In all seriousness it’s very exciting, I just don’t need to see the same information worded 20 different ways from random clickbait sites lol
In all seriousness it’s very exciting, I just don’t need to see the same information worded 20 different ways from random clickbait sites lol
Let me make this simple for everyone. There’s only a real metric for “the year of the desktop Linux” and that’s whenever Microsoft and Adobe release full featured versions of all their products for Linux. Not slimmed down web versions, no emulation/virtualization/-insert.hack- BS.
Get used it the idea, I know it hurts, but it’s true.
It’s a vicious circle. Linux has no representation on the desktop because it lacks support from commonly used desktop apps. And lack support from those apps because it has no representation.
Windows have to screw really hard to push common folks to switch AND Linux must come pre-installed on cheap desktops to appease young people that are entering the ecosystem now.
Exactly I agree with you but I also have to add that there’s another factor at play. Half of the success of Windows and macOS lies from the fact that they provide solid and stable APIs and development tools that “makes it easy” to develop to those platforms. Linux is very bad at that. If major pieces of an OS are constantly changing and it requires large re-works of the applications then developers are less likely to support it. To be fair the Linux situation might be even harder than that - there are no distribution “sponsored” IDE (like Visual Studio or Xcode) and userland API documentation, frameworks etc. Besides, Linux has the worst track ever of supporting old software, even worse than Apple and I believe this speaks volumes about the situation.
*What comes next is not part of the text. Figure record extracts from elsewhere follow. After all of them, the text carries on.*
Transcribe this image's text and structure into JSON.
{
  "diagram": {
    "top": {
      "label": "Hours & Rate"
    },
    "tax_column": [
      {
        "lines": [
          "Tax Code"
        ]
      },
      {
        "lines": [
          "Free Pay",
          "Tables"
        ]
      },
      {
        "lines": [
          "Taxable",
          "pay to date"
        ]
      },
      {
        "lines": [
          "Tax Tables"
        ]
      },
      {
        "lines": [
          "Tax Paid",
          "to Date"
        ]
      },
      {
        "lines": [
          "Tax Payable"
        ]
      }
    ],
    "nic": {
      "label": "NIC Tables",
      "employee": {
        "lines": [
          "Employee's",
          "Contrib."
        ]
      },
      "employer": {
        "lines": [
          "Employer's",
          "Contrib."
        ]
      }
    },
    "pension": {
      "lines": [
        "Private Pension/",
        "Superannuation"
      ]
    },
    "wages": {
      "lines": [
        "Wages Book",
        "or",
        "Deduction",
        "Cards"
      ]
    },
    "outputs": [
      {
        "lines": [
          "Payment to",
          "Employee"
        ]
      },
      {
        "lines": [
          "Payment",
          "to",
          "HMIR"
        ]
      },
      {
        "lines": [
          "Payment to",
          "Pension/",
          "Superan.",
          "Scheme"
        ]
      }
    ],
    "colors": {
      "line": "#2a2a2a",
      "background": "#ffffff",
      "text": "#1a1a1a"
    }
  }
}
Until we don’t get a single DE with a single solid and well designed theme, UI library, developer friendly frameworks and whatnot Linux won’t be getting any meaningful traction among regular people and professional developers.
All you can do is switch to it and wait
The vast majority of people use a web browser, an office suite, an image viewer, a video player, and maybe some games. They’ll use whatever OS came free with the machine, or whatever they can get a friend / relative to install for them.
Most people have at least one other app that most people don’t use, that they use religiously, and has little UI foibles they don’t want to change. For some, it’s a native-app E-mail client they’re familiar with where they have 20-year-old messages backed up. For others, it’s a photo management app.
It often doesn’t matter if AltWinMintbuntuXYZ has those capabilities. If it doesn’t handle them in the exact same way, it’s an anxiety-producing shift.
This is a fairly rare amount of adventurism. Unless the computer won’t come up anymore and a friend/relative will fix it for free.
It usually happens when they buy from a respectable company, so the machine doesn’t come with a free (pirated) Windows preinstalled.